The Good Men Project

Why Are Good Men Still Dying in Afghanistan?

I had just finished the harrowing account of just how we got Bin Laden in the New Yorker— including a Navy Seal who tackled two people he had reason to believe had suicide bomb vests on to save the rest of his team–when I got the first report of our largest single day death toll in the wars that have dragged for near a decade now. The New York Times reports:

In Afghanistan, insurgents shot down a Chinook transport helicopter on Saturday, killing 30 Americans, including some Navy Seal commandos from the unit that killed Osama bin Laden, as well as 8 Afghans, American and Afghan officials said.

The helicopter, on a night-raid mission in the Tangi Valley of Wardak Province, to the west of Kabul, was most likely brought down by a rocket-propelled grenade, one coalition official said.

The Taliban claimed responsibility for the attack, and they could hardly have found a more valuable target: American officials said that 22 of the dead were Navy Seal commandos, including members of Seal Team 6. Other commandos from that team conducted the raid in Abbottabad, Pakistan, that killed Bin Laden in May. The officials said that those who were killed Saturday were not involved in the Pakistan mission.

Saturday’s attack came during a surge of violence that has accompanied the beginning of a drawdown of American and NATO troops, and it showed how deeply entrenched the insurgency remains.

In all the discussion of the debt ceiling, did anyone discuss the role that our costly wars have played in driving up the deficit?  Noble prize winning economist Joseph E. Stiglitz has put the true price of our wars at well beyond $3 trillon, when considering not just the direct costs but the impact on the U.S. economy and the cost of caring for the men and woman who have served in these wars after they come home.

But even beyond the numbers, how about the human cost of these wars? I personally went from cheering the amazing courage of the guys dropping into a Pakistan compound, despite having to crash land their helicopter to find Bin Laden–to realizing the utter futility of what we are doing there when men from the very same unit got shot out of the sky yesterday on yet another mission to try to weed out the bad guys.

Perhaps we are engaged in a war on terror that will determine the very future existence of the United States as we know it. Perhaps the attempt, despite looking futile at times, to install democratic institutions in Iraq and the largely illiterate and desperately poor Afghanistan is the only way to preserve American freedom.

But if that is the case, why are our very bravest men still getting shot out of the sky? And why is our country’s debt being downgraded at least in part because of the financial cost of embarking on the wars on terror in the Middle East?

I am a firm believer that the men we ask to fight these wars are heroes–especially those who die and those who come home permanently damaged–and should be treated as such. I am really beginning to wonder, however, about the President who sent us there in the first place and the one who doubled down in Afghanistan.

Haven’t enough good men died already? Isn’t the massive structure employment in our own country (according to Paul Krugman, another Noble prize wining economist, the percentage of the population currently employed currently stands at a very dangerously low 58.2%) that has caused millions to be permanently without work a bigger threat to our national security than terrorism in the near term?

As the massacre in Norway showed us, terrorism is just as likely to come from within as from outside. As our country continues to slide into economic disarray marked by increased despair, we should take a closer look at what might happen within.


> Task instructions
Check every line of the entries below for "this", and copy the lines that have it.
────────────────────
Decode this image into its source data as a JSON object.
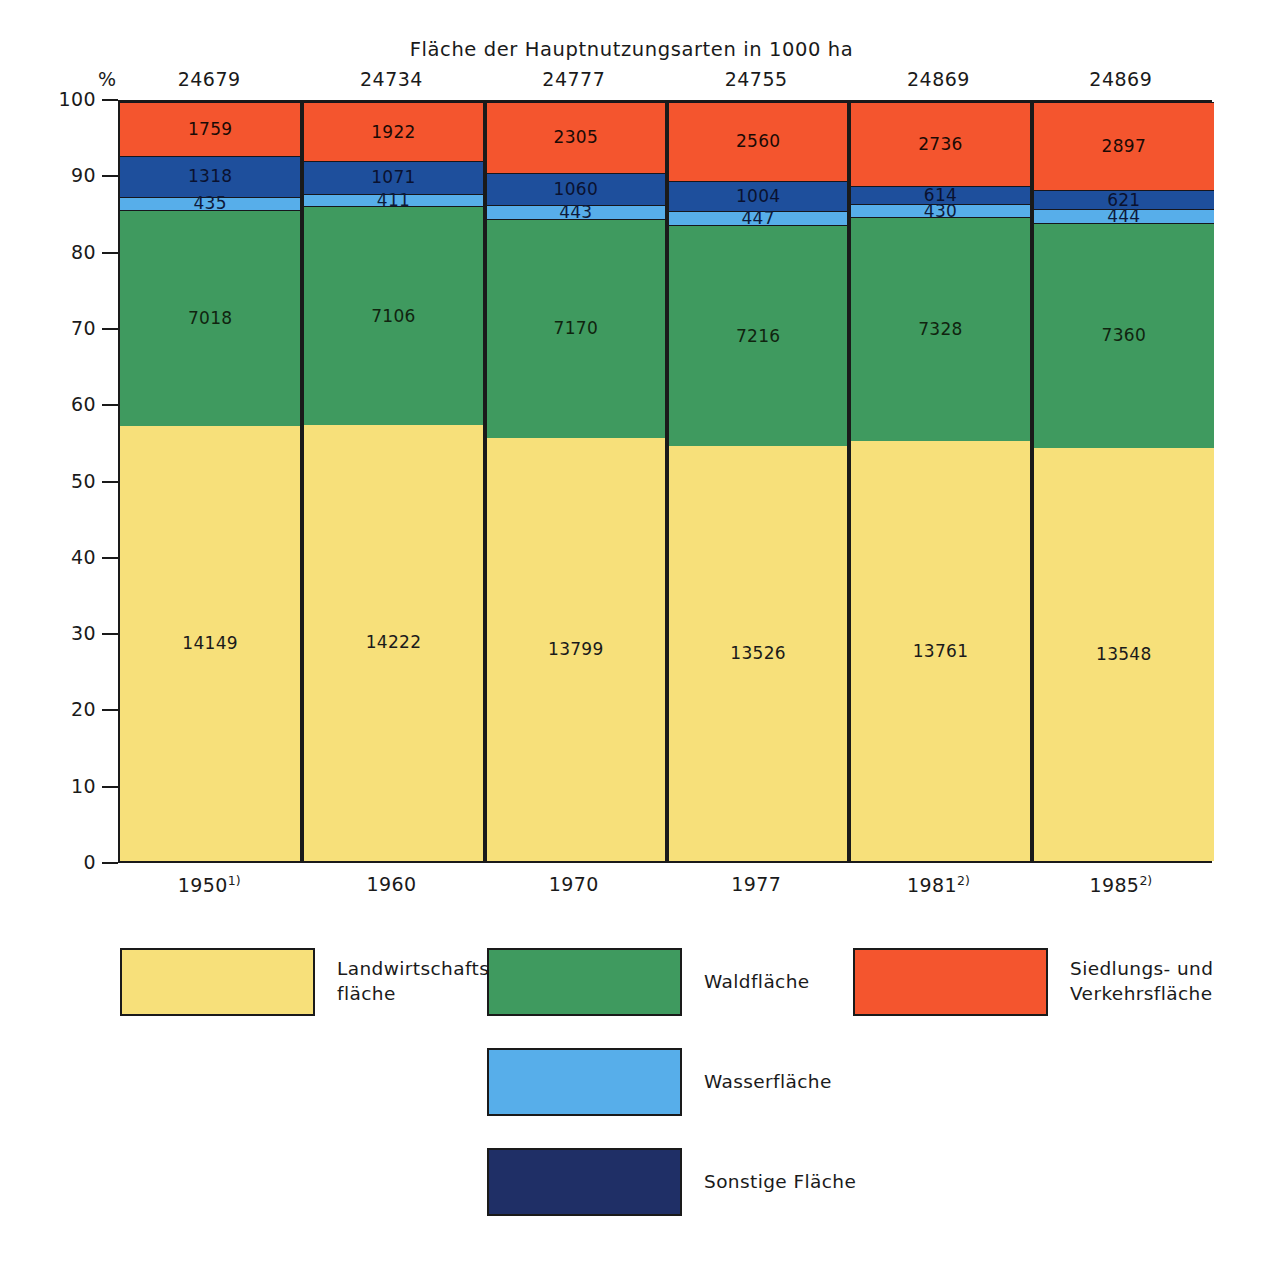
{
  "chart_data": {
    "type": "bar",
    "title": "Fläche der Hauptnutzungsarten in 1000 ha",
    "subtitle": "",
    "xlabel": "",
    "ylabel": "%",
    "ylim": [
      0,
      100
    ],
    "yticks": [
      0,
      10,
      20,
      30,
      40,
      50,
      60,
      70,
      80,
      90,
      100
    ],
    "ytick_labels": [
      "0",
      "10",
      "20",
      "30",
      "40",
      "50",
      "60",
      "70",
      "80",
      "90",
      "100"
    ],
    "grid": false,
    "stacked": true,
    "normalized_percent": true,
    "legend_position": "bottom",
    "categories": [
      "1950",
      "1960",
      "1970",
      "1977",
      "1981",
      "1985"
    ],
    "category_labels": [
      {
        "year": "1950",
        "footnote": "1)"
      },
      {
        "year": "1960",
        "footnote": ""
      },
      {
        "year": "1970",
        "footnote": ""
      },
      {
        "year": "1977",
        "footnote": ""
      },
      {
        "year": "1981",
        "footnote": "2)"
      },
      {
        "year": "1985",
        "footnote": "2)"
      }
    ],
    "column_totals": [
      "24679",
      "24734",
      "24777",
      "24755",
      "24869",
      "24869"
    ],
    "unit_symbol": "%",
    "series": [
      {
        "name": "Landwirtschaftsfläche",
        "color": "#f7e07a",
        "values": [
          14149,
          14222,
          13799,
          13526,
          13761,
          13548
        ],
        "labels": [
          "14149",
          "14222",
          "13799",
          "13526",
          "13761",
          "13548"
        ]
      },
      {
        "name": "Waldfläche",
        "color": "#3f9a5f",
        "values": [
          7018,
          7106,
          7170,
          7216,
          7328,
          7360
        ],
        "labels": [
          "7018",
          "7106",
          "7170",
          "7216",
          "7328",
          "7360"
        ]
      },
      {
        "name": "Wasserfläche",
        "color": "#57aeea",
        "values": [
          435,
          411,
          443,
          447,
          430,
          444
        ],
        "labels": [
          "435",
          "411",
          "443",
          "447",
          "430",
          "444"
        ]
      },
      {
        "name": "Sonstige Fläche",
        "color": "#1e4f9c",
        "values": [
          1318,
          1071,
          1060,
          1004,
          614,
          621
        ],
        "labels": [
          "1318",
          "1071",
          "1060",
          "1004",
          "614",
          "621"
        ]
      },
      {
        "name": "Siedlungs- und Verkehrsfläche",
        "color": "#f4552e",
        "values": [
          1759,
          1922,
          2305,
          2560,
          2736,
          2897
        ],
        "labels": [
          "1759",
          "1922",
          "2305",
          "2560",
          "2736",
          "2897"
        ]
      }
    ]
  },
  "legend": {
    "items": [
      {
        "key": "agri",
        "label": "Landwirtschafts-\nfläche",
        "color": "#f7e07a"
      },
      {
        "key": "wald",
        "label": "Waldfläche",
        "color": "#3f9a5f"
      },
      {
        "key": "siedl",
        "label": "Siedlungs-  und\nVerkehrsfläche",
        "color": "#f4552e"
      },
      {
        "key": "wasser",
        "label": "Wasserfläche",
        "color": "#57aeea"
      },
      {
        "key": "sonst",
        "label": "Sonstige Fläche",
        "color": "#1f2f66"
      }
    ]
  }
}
────────────────────
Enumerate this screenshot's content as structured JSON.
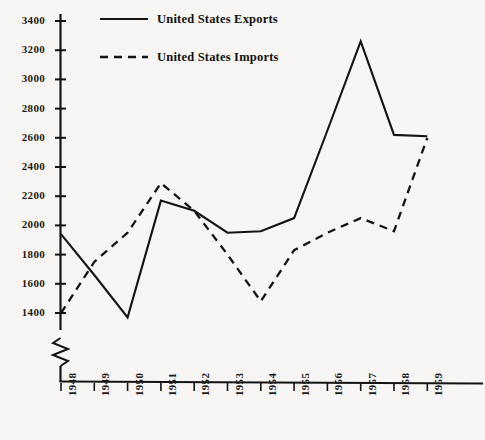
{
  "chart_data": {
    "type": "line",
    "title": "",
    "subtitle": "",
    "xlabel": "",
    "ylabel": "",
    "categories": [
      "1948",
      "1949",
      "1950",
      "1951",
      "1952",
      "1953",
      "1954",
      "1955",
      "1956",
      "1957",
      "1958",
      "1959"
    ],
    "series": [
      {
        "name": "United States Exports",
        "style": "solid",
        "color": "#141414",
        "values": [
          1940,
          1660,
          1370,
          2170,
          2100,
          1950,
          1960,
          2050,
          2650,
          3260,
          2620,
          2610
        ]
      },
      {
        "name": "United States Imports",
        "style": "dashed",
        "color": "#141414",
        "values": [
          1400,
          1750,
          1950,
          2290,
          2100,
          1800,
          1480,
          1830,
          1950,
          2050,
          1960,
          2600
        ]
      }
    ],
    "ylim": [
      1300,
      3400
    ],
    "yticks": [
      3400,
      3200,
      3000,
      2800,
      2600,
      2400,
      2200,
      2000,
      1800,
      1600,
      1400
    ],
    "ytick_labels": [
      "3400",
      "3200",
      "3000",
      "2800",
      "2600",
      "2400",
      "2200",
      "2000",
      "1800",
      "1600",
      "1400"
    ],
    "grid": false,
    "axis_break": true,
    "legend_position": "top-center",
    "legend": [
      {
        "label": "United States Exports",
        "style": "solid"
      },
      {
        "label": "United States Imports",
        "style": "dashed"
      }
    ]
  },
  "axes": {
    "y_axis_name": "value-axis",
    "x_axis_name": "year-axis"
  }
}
────────────────────
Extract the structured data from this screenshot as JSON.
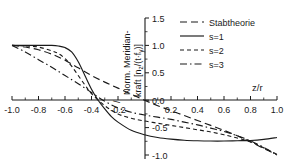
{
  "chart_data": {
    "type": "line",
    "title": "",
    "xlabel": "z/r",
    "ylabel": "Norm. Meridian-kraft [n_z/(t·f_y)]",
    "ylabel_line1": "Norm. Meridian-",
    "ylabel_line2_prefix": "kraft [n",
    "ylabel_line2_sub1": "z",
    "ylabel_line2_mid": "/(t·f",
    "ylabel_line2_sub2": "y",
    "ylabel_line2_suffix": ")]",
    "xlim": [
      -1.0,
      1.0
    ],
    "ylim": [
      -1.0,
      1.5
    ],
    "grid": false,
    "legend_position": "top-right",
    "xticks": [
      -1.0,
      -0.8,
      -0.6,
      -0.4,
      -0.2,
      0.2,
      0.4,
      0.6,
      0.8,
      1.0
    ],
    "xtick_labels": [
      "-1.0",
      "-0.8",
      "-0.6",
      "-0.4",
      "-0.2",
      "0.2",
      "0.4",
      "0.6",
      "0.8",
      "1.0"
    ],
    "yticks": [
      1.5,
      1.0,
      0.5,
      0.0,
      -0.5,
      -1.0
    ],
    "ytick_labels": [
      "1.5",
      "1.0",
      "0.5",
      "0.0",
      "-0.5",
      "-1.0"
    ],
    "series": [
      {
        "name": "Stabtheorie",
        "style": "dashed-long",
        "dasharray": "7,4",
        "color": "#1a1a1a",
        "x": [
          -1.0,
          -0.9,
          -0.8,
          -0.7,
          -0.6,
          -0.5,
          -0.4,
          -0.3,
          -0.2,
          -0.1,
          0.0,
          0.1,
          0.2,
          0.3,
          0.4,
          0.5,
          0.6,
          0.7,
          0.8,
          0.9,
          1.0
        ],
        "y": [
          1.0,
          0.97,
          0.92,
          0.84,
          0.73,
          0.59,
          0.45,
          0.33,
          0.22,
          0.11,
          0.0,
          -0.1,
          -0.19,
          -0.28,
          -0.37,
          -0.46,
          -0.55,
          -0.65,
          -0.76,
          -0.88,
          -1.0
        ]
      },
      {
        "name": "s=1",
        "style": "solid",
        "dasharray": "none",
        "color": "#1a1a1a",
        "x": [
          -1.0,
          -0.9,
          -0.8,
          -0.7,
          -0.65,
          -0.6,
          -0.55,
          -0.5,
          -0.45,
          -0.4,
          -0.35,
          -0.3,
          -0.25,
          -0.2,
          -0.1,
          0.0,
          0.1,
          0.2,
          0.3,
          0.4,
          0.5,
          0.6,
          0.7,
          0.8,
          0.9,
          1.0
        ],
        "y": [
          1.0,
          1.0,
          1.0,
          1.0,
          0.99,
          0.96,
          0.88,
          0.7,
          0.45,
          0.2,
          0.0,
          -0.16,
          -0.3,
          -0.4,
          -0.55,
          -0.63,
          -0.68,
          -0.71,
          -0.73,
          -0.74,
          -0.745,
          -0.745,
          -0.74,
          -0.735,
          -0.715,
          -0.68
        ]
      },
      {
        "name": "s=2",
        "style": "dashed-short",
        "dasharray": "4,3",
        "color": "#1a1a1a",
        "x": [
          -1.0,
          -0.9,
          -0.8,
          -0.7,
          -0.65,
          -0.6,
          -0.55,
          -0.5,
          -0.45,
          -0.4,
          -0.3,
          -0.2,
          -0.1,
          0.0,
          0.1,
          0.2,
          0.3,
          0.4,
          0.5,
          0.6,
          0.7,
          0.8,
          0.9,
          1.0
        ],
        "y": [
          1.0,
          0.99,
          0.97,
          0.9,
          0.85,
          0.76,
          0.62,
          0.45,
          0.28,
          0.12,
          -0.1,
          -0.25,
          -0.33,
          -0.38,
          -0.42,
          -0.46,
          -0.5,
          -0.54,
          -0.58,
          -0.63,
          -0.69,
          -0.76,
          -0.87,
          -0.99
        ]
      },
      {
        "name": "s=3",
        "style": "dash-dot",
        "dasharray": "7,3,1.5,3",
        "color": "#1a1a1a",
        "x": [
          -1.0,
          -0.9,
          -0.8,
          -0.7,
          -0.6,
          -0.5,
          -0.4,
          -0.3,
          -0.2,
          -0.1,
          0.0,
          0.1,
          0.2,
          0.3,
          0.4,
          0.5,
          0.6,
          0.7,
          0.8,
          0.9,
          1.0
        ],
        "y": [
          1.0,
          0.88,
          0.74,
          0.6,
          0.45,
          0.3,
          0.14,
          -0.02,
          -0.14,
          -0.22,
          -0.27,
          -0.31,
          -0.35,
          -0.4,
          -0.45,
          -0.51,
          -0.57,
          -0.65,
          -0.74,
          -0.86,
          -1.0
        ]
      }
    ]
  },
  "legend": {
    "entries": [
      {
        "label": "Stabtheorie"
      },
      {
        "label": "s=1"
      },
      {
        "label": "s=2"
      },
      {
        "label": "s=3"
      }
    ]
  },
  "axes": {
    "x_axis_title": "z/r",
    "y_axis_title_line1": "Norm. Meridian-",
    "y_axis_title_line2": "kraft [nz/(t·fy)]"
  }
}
────────────────────
> Response below
Decode this image into its source data as a JSON object.
Enumerate this screenshot's content as structured JSON.
Extract the structured data from this screenshot as JSON.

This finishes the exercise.